It felt like I'd been working on the spreadsheet for a long time but when Excel crashed and then, on recovery, told me I'd last saved it on New Year's Day 1601 I had to wonder whether it was right. But only for a millisecond because, in fact, I'm an inveterate frequent saver. My fingers have been burned so much over the years by losing data due to crash, keyboard shortcut misadventure, server timeout, accidental browser closure and so on that I'm typing this with blackened stumps.
More interesting to me was that it looked like the Windows epoch time was 1601-01-01T01:00 unlike Unix and Linux which use 1970-01-01T00:00. (Repeat after me: ISO date is great, even if it has its own effective epoch, um, mate.)
So I poked around a bit and found that not only is this the Windows epoch date with some justifications of varying believability but that Excel 97 formats had their own built-in epoch time, or times:
Both 1900 and 1904 file types are commonly found in the wild, usually depending on whether the file originated on Windows or Mac. Converting from one to another silently can cause data integrity errors, so Excel won’t change the file type for you. To parse Excel files you have to handle both. That’s not just a matter of loading this bit from the file. It means you have to rewrite all of your date display and parsing code to handle both epochs.
I had planned to write more but I realise I can summarise the remainder in one word: Sigh.
Comments
In fact, the problem goes back beyond what the Microsoft Support page indicates. It originates in a bad date library implementation in early Macintosh software that didn't handle the old "centuries except 400-years are NOT leap years" rule. To get around it, they made dates before 1904 "unsupported".
PS. Repeat after me: ISO dates are better, but NOT as good as they should be.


Show every line below where "disutility" can be found.

========

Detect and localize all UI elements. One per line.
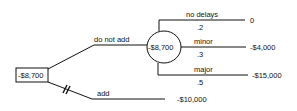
outcome-label-major: major xyxy=(194,66,213,74)
outcome-value-minor: -$4,000 xyxy=(250,44,275,52)
add-outcome-value: -$10,000 xyxy=(177,96,207,104)
chance-node-value: -$8,700 xyxy=(148,44,173,52)
branch-label-do-not-add: do not add xyxy=(94,36,129,44)
outcome-value-major: -$15,000 xyxy=(252,72,282,80)
outcome-prob-minor: .3 xyxy=(197,51,203,59)
outcome-label-minor: minor xyxy=(194,38,213,46)
outcome-prob-no-delays: .2 xyxy=(197,24,203,32)
outcome-label-no-delays: no delays xyxy=(186,11,218,19)
outcome-value-no-delays: 0 xyxy=(250,17,254,25)
decision-tree: -$8,700 do not add add -$10,000 -$8,700 … xyxy=(0,0,297,111)
decision-node-value: -$8,700 xyxy=(18,72,43,80)
branch-label-add: add xyxy=(97,90,110,98)
outcome-prob-major: .5 xyxy=(197,79,203,87)
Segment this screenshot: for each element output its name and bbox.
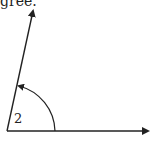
rotation-arc-arrow (19, 86, 55, 131)
angle-diagram (0, 0, 150, 153)
angle-label: 2 (14, 111, 22, 126)
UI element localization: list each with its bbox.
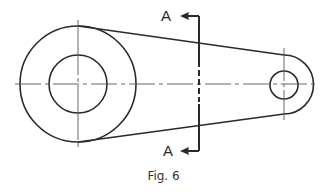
section-arrow-top-icon (180, 12, 189, 20)
section-label-top: A (161, 8, 171, 23)
section-label-bottom: A (163, 143, 173, 158)
arm-top-edge (78, 26, 284, 55)
arm-bottom-edge (78, 114, 284, 142)
section-arrow-bottom-icon (180, 147, 189, 155)
technical-drawing (0, 0, 327, 192)
figure-caption: Fig. 6 (0, 169, 327, 183)
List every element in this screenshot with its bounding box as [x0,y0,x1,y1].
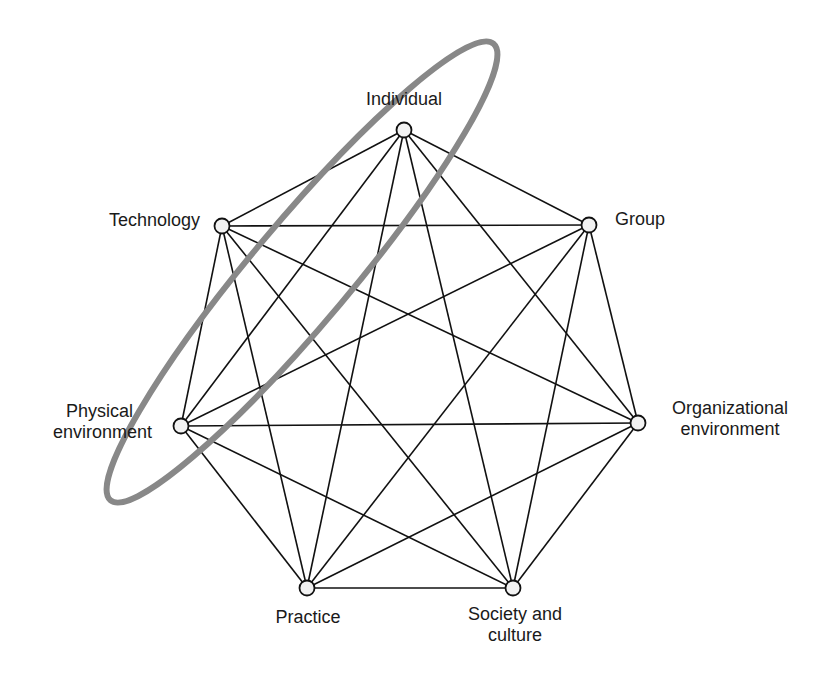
edge-organizational-society [513,423,638,588]
node-group [582,218,597,233]
node-individual [397,123,412,138]
label-physical-line1: Physical [20,401,152,422]
node-practice [300,581,315,596]
edge-individual-technology [222,130,404,226]
edge-group-society [513,225,589,588]
label-society-line1: Society and [455,604,575,625]
label-society-line2: culture [455,625,575,646]
edge-individual-group [404,130,589,225]
label-organizational-environment: Organizational environment [655,398,805,440]
label-practice: Practice [258,607,358,628]
edge-organizational-physical [181,423,638,426]
label-individual: Individual [354,89,454,110]
node-organizational [631,416,646,431]
label-technology-text: Technology [109,210,200,230]
edge-society-physical [181,426,513,588]
label-group-text: Group [615,209,665,229]
node-society [506,581,521,596]
node-physical [174,419,189,434]
label-individual-text: Individual [366,89,442,109]
highlight-ellipse [72,12,532,533]
node-technology [215,219,230,234]
nodes [174,123,646,596]
edge-group-practice [307,225,589,588]
edge-individual-physical [181,130,404,426]
edge-individual-practice [307,130,404,588]
label-organizational-line2: environment [655,419,805,440]
edge-organizational-technology [222,226,638,423]
label-practice-text: Practice [275,607,340,627]
label-technology: Technology [60,210,200,231]
label-group: Group [615,209,665,230]
edge-group-physical [181,225,589,426]
edge-organizational-practice [307,423,638,588]
label-physical-environment: Physical environment [20,401,152,443]
label-physical-line2: environment [20,422,152,443]
edges [181,130,638,588]
label-organizational-line1: Organizational [655,398,805,419]
label-society-and-culture: Society and culture [455,604,575,646]
edge-physical-technology [181,226,222,426]
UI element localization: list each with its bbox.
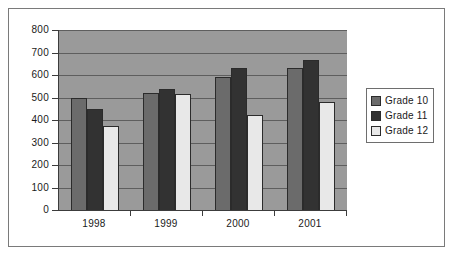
chart-legend: Grade 10Grade 11Grade 12 — [366, 88, 434, 143]
bar[interactable] — [231, 68, 247, 210]
legend-swatch-icon — [371, 96, 381, 106]
legend-label: Grade 12 — [385, 125, 428, 136]
legend-label: Grade 11 — [385, 110, 428, 121]
y-axis-tick-label: 400 — [31, 115, 49, 125]
x-axis-tick — [274, 211, 275, 216]
x-axis-tick — [346, 211, 347, 216]
y-axis-tick-label: 100 — [31, 183, 49, 193]
bar[interactable] — [87, 109, 103, 210]
y-axis-tick-label: 600 — [31, 70, 49, 80]
bar[interactable] — [287, 68, 303, 210]
plot-area — [58, 30, 347, 211]
legend-swatch-icon — [371, 111, 381, 121]
y-axis-tick-label: 500 — [31, 93, 49, 103]
y-axis-tick-label: 800 — [31, 25, 49, 35]
bar[interactable] — [159, 89, 175, 210]
bar[interactable] — [247, 115, 263, 210]
legend-label: Grade 10 — [385, 95, 428, 106]
bar-group — [203, 30, 275, 210]
bar[interactable] — [215, 77, 231, 210]
bar[interactable] — [175, 94, 191, 210]
bar-group — [275, 30, 347, 210]
y-axis-tick-label: 200 — [31, 160, 49, 170]
bar[interactable] — [103, 126, 119, 210]
x-axis-tick-label: 1998 — [58, 218, 130, 229]
bar[interactable] — [143, 93, 159, 210]
x-axis-tick-label: 2001 — [274, 218, 346, 229]
chart-frame: 8007006005004003002001000 19981999200020… — [8, 8, 445, 247]
x-axis-tick — [130, 211, 131, 216]
bar[interactable] — [319, 102, 335, 210]
bar[interactable] — [303, 60, 319, 210]
bar-group — [59, 30, 131, 210]
legend-item[interactable]: Grade 12 — [371, 123, 428, 138]
y-axis-tick-label: 0 — [43, 205, 49, 215]
x-axis-tick — [202, 211, 203, 216]
y-axis-tick-label: 700 — [31, 48, 49, 58]
legend-item[interactable]: Grade 10 — [371, 93, 428, 108]
x-axis-tick-label: 1999 — [130, 218, 202, 229]
y-axis: 8007006005004003002001000 — [9, 9, 58, 190]
legend-item[interactable]: Grade 11 — [371, 108, 428, 123]
bar[interactable] — [71, 98, 87, 211]
bar-group — [131, 30, 203, 210]
x-axis-tick-label: 2000 — [202, 218, 274, 229]
y-axis-tick-label: 300 — [31, 138, 49, 148]
legend-swatch-icon — [371, 126, 381, 136]
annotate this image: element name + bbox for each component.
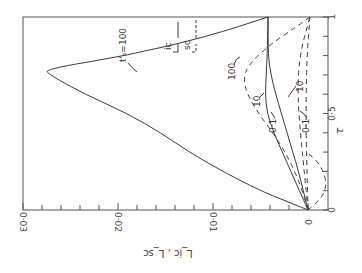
- value-axis-label: L_ic , L_sc: [143, 247, 193, 259]
- value-tick-label: 0: [303, 219, 313, 225]
- legend: ic sc: [163, 20, 196, 52]
- tau-axis-label: τ: [333, 127, 346, 134]
- label-dashed-100: 100: [227, 63, 237, 80]
- legend-sc-line: [192, 20, 196, 52]
- label-t100: t'ₛ=100: [118, 28, 128, 62]
- tau-tick-label: 0·5: [327, 106, 337, 120]
- value-tick-label: 0·03: [18, 212, 28, 232]
- value-tick-label: 0·02: [113, 212, 123, 232]
- curve-l-sc-t-s-100: [244, 17, 309, 210]
- leader-dashed-01: [300, 111, 307, 118]
- plot-frame: [23, 17, 328, 210]
- legend-ic-line: [173, 22, 178, 52]
- legend-sc-label: sc: [182, 40, 192, 50]
- label-dashed-10: 10: [295, 80, 305, 92]
- tau-tick-label: 1: [327, 14, 337, 20]
- tau-tick-label: 0: [327, 207, 337, 213]
- label-dashed-01: 0·1: [301, 119, 311, 133]
- label-solid-01: 0·1: [268, 119, 278, 133]
- curve-l-sc-t-s-0-1: [306, 17, 310, 210]
- leader-solid-01: [271, 112, 275, 118]
- value-tick-label: 0·01: [208, 212, 218, 232]
- legend-ic-label: ic: [163, 42, 173, 50]
- leader-t100: [128, 63, 137, 72]
- axis-ticks: [23, 17, 328, 210]
- leader-dashed-100: [234, 57, 240, 64]
- curve-l-sc-loop: [307, 152, 326, 210]
- chart-canvas: 00·010·020·0300·51 τ L_ic , L_sc t'ₛ=100…: [0, 0, 362, 273]
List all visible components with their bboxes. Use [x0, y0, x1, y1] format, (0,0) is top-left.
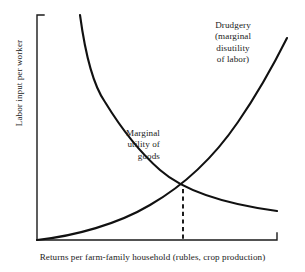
y-axis — [37, 15, 44, 240]
chart-figure: Drudgery (marginal disutility of labor) … — [0, 0, 305, 272]
x-axis-title: Returns per farm-family household (ruble… — [0, 252, 305, 262]
y-axis-title: Labor input per worker — [14, 28, 24, 138]
annotation-marginal-utility: Marginal utility of goods — [78, 128, 160, 162]
curve-drudgery — [37, 38, 287, 240]
annotation-drudgery: Drudgery (marginal disutility of labor) — [196, 20, 270, 66]
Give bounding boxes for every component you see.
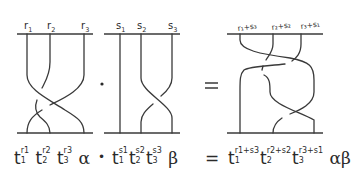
middle-braid: s1 s2 s3 bbox=[104, 20, 180, 133]
label-r2-s2: r₂+s₂ bbox=[271, 20, 291, 32]
formula-rhs: tr1+s31tr2+s22tr3+s13 αβ bbox=[228, 150, 351, 168]
rhs-term-1: tr1+s31 bbox=[228, 150, 260, 168]
rhs-term-3: tr3+s13 bbox=[292, 150, 324, 168]
label-r1: r1 bbox=[24, 20, 32, 34]
label-r3-s1: r₃+s₁ bbox=[300, 19, 320, 31]
strand-s3 bbox=[161, 34, 172, 96]
strand-c-mid bbox=[240, 64, 285, 133]
lhs1-term-1: tr11 bbox=[14, 150, 30, 168]
rhs-term-2: tr2+s22 bbox=[260, 150, 292, 168]
beta-symbol: β bbox=[168, 148, 178, 168]
alpha-symbol: α bbox=[78, 148, 89, 168]
label-s1: s1 bbox=[116, 20, 125, 34]
equals-sign bbox=[205, 83, 218, 88]
label-r1-s3: r₁+s₃ bbox=[237, 21, 257, 33]
strand-r2-lower bbox=[36, 100, 50, 133]
strand-s2 bbox=[141, 34, 172, 133]
strand-s3-lower bbox=[141, 104, 153, 133]
lhs2-term-2: ts22 bbox=[129, 150, 146, 168]
strand-r2 bbox=[42, 34, 50, 88]
label-r3: r3 bbox=[81, 20, 89, 34]
strand-b bbox=[266, 34, 273, 60]
strand-r3 bbox=[50, 34, 84, 105]
strand-c bbox=[292, 34, 301, 61]
right-braid: r₁+s₃ r₂+s₂ r₃+s₁ bbox=[227, 19, 323, 133]
alpha-beta-symbol: αβ bbox=[329, 148, 350, 168]
label-s2: s2 bbox=[137, 20, 146, 34]
product-dot bbox=[100, 82, 103, 85]
strand-r3-lower bbox=[27, 110, 42, 133]
formula-lhs2: ts11ts22ts33 β bbox=[112, 150, 178, 168]
strand-r1 bbox=[27, 34, 84, 133]
formula-equals: = bbox=[205, 150, 219, 167]
formula-line: tr11 tr22 tr33 α bbox=[14, 150, 90, 168]
formula-dot: • bbox=[98, 151, 105, 163]
lhs1-term-3: tr33 bbox=[57, 150, 73, 168]
label-r2: r2 bbox=[47, 20, 55, 34]
left-braid: r1 r2 r3 bbox=[17, 20, 93, 133]
lhs1-term-2: tr22 bbox=[35, 150, 51, 168]
strand-a-lower bbox=[273, 118, 282, 133]
lhs2-term-1: ts11 bbox=[112, 150, 129, 168]
strand-b-low bbox=[264, 75, 314, 133]
lhs2-term-3: ts33 bbox=[146, 150, 163, 168]
label-s3: s3 bbox=[168, 20, 177, 34]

========

> _TASK SOLUTION_:
chart-figure: Drudgery (marginal disutility of labor) … — [0, 0, 305, 272]
annotation-drudgery: Drudgery (marginal disutility of labor) — [196, 20, 270, 66]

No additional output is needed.